There were two voicemails.
"Jack, it's Phillips. The Crime Scene Unit called looking for you. I told them you were in court."
"Shit, oh shit," Jack muttered.
The next message was a woman's voice. "Lieutenant Daniels? This is Beth Armstrong from CSU. I analyzed your cellphone. We found something."
Jack ran all the way up to the front door of the Crime Scene Unit, stopping to catch her breath in the lobby before she knocked on the intake window. It was the same guy from the night before, wearing the same 'what now' expression. "I'm here to see Beth Armstrong," Jack huffed.
"I'll see if she's still in."
Several minutes later, the front door buzzed and Jack pulled the handle, letting herself in. A heavyset, short woman with spiky black hair came walking down the hall in a white overcoat. "Lieutenant Daniels?"
"Yes," Jack nodded. "You said you found something on the cellphone?"
Armstrong smiled strangely and said, "You can say that again."

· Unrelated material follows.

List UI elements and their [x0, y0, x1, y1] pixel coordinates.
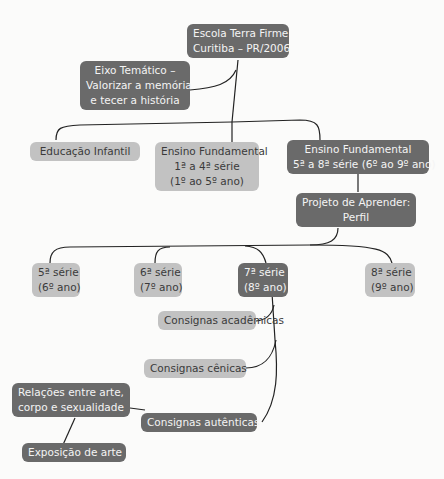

"Well?" Jack said, losing her patience. "Well?"
Armstrong waved her hand for Jack to follow her and said, "Let me show you something."

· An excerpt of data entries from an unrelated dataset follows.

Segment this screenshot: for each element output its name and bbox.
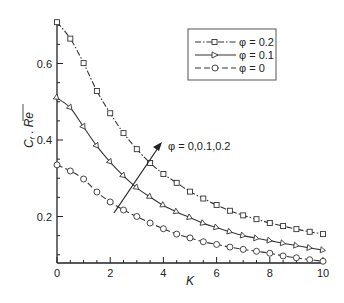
triangle-marker-icon xyxy=(80,123,85,129)
triangle-marker-icon xyxy=(240,232,245,238)
triangle-marker-icon xyxy=(280,240,285,246)
x-axis-title: K xyxy=(186,274,195,288)
square-marker-icon xyxy=(201,196,206,201)
circle-marker-icon xyxy=(214,241,220,247)
triangle-marker-icon xyxy=(294,242,299,248)
circle-marker-icon xyxy=(147,220,153,226)
triangle-marker-icon xyxy=(173,208,179,213)
circle-marker-icon xyxy=(307,257,313,263)
square-marker-icon xyxy=(161,172,166,177)
y-tick-label: 0.2 xyxy=(37,211,52,223)
circle-marker-icon xyxy=(107,199,113,205)
circle-marker-icon xyxy=(81,176,87,182)
circle-marker-icon xyxy=(320,258,326,264)
circle-marker-icon xyxy=(134,214,140,220)
y-title-main: C xyxy=(22,139,36,148)
square-marker-icon xyxy=(227,208,232,213)
legend-label: φ = 0.2 xyxy=(239,36,274,48)
x-tick-label: 0 xyxy=(54,267,60,279)
square-marker-icon xyxy=(188,189,193,194)
annotation: φ = 0,0.1,0.2 xyxy=(114,140,230,213)
square-marker-icon xyxy=(134,147,139,152)
triangle-marker-icon xyxy=(53,94,59,99)
triangle-marker-icon xyxy=(187,214,193,220)
arrowhead-icon xyxy=(153,142,162,151)
square-marker-icon xyxy=(321,232,326,237)
circle-marker-icon xyxy=(212,65,218,71)
x-tick-label: 4 xyxy=(160,267,166,279)
square-marker-icon xyxy=(121,131,126,136)
legend: φ = 0.2 φ = 0.1 φ = 0 xyxy=(188,29,276,80)
square-marker-icon xyxy=(212,40,217,45)
square-marker-icon xyxy=(281,224,286,229)
triangle-marker-icon xyxy=(267,237,272,243)
square-marker-icon xyxy=(94,89,99,94)
square-marker-icon xyxy=(254,217,259,222)
y-axis-title: Cf . Re xyxy=(22,104,36,148)
circle-marker-icon xyxy=(160,226,166,232)
circle-marker-icon xyxy=(54,162,60,168)
series-line xyxy=(57,165,323,261)
circle-marker-icon xyxy=(254,248,260,254)
annotation-arrow xyxy=(114,145,160,213)
triangle-marker-icon xyxy=(213,224,218,230)
triangle-marker-icon xyxy=(93,142,98,148)
triangle-marker-icon xyxy=(254,235,259,241)
x-tick-label: 6 xyxy=(214,267,220,279)
circle-marker-icon xyxy=(174,231,180,237)
circle-marker-icon xyxy=(94,189,100,195)
circle-marker-icon xyxy=(240,246,246,252)
legend-label: φ = 0.1 xyxy=(239,49,274,61)
circle-marker-icon xyxy=(280,253,286,259)
circle-marker-icon xyxy=(267,250,273,256)
x-tick-label: 10 xyxy=(317,267,329,279)
chart-canvas: 02468100.20.40.6 φ = 0,0.1,0.2 φ = 0.2 φ… xyxy=(0,0,344,303)
circle-marker-icon xyxy=(293,255,299,261)
triangle-marker-icon xyxy=(227,228,232,234)
square-marker-icon xyxy=(241,213,246,218)
x-tick-label: 2 xyxy=(107,267,113,279)
y-title-root: Re xyxy=(22,112,36,128)
y-tick-label: 0.4 xyxy=(37,134,52,146)
x-tick-label: 8 xyxy=(267,267,273,279)
legend-label: φ = 0 xyxy=(239,62,265,74)
y-tick-label: 0.6 xyxy=(37,58,52,70)
circle-marker-icon xyxy=(200,239,206,245)
circle-marker-icon xyxy=(187,235,193,241)
annotation-label: φ = 0,0.1,0.2 xyxy=(168,140,230,152)
square-marker-icon xyxy=(267,221,272,226)
series-circle xyxy=(54,162,326,264)
triangle-marker-icon xyxy=(307,245,312,251)
svg-text:Cf . Re: Cf . Re xyxy=(22,112,36,148)
circle-marker-icon xyxy=(227,244,233,250)
square-marker-icon xyxy=(214,203,219,208)
circle-marker-icon xyxy=(67,168,73,174)
square-marker-icon xyxy=(294,227,299,232)
square-marker-icon xyxy=(174,180,179,185)
square-marker-icon xyxy=(307,229,312,234)
square-marker-icon xyxy=(55,20,60,25)
triangle-marker-icon xyxy=(200,220,206,226)
circle-marker-icon xyxy=(121,207,127,213)
triangle-marker-icon xyxy=(320,247,325,253)
square-marker-icon xyxy=(81,61,86,66)
square-marker-icon xyxy=(108,111,113,116)
square-marker-icon xyxy=(68,36,73,41)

Jack followed the woman into one of the lab rooms where there were a series of images displayed on a whiteboard with multiple hand-drawn notes and symbols scribbled around it. One of the images was a tall blue and red coil of DNA marked
Ophiophagus Hannah
.
Armstrong stopped in front of that picture and tapped it with a proud smile. "It took a bit of doing, but this is what I found on your cellphone."
Jack squinted at the twisting genetic strands and the name and said, "Is this supposed to mean something to me?"

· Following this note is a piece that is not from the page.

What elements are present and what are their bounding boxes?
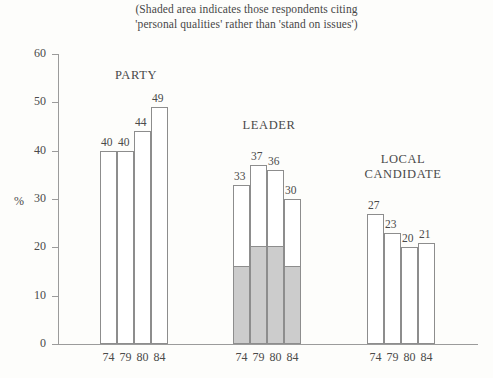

Armstrong walked over to the desk and slid on a pair of rubber gloves before she picked up a glass microscope slide and held it up to the light. "This was on your phone. It was in powder form and cut with a few other substances, but this is the main ingredient, right here."
Jack leaned forward to see it and said, "What is it?"
"Don't get too close and don't touch it," Armstrong said. "Ophiophagus Hannah is toxic even in this small of a dose."
"Look, not for nothing, but can we skip the biology lecture. What is Oreo Hannah Montana, or whatever you call it?"
"King cobra. The most poisonous snake in the world. Specifically, this is the powdered form of the king cobra's venom."
Jack turned from the slide to look back at the diagram on the wall, thoughts turning in her head so quickly that she felt like the room was swaying. "The rat," Jack whispered. "When I found the phone a rat licked the surface and went into some sort of convulsion."
"I'm not surprised," Armstrong said. "For something that small, this amount would be almost instantly fatal. For larger animals, it has various effects."
"But…why the hell would powdered cobra venom be on Herb's phone?"
"Was he sick?" Armstrong said.
"Not that I know of? He's a big guy, so I'm sure he's not in the best of health. What does that have to do with anything?"
Armstrong shrugged and said, "Believe it or not, powdered cobra venom is a homeopathic drug used in many parts of the world. People use it to prevent kidney failure, treat addiction, all sorts of things."
"I thought the whole point of venom was that it killed you," Jack said.
"It normally has to be injected subcutaneously. That means under the skin."
"I know what that means," Jack said. "So a snake has to bite you for it to really take effect."
"Exactly. In powder form, it could be for a dozen different beneficial things. They think it might even kill cancer cells or act as a pain blocker."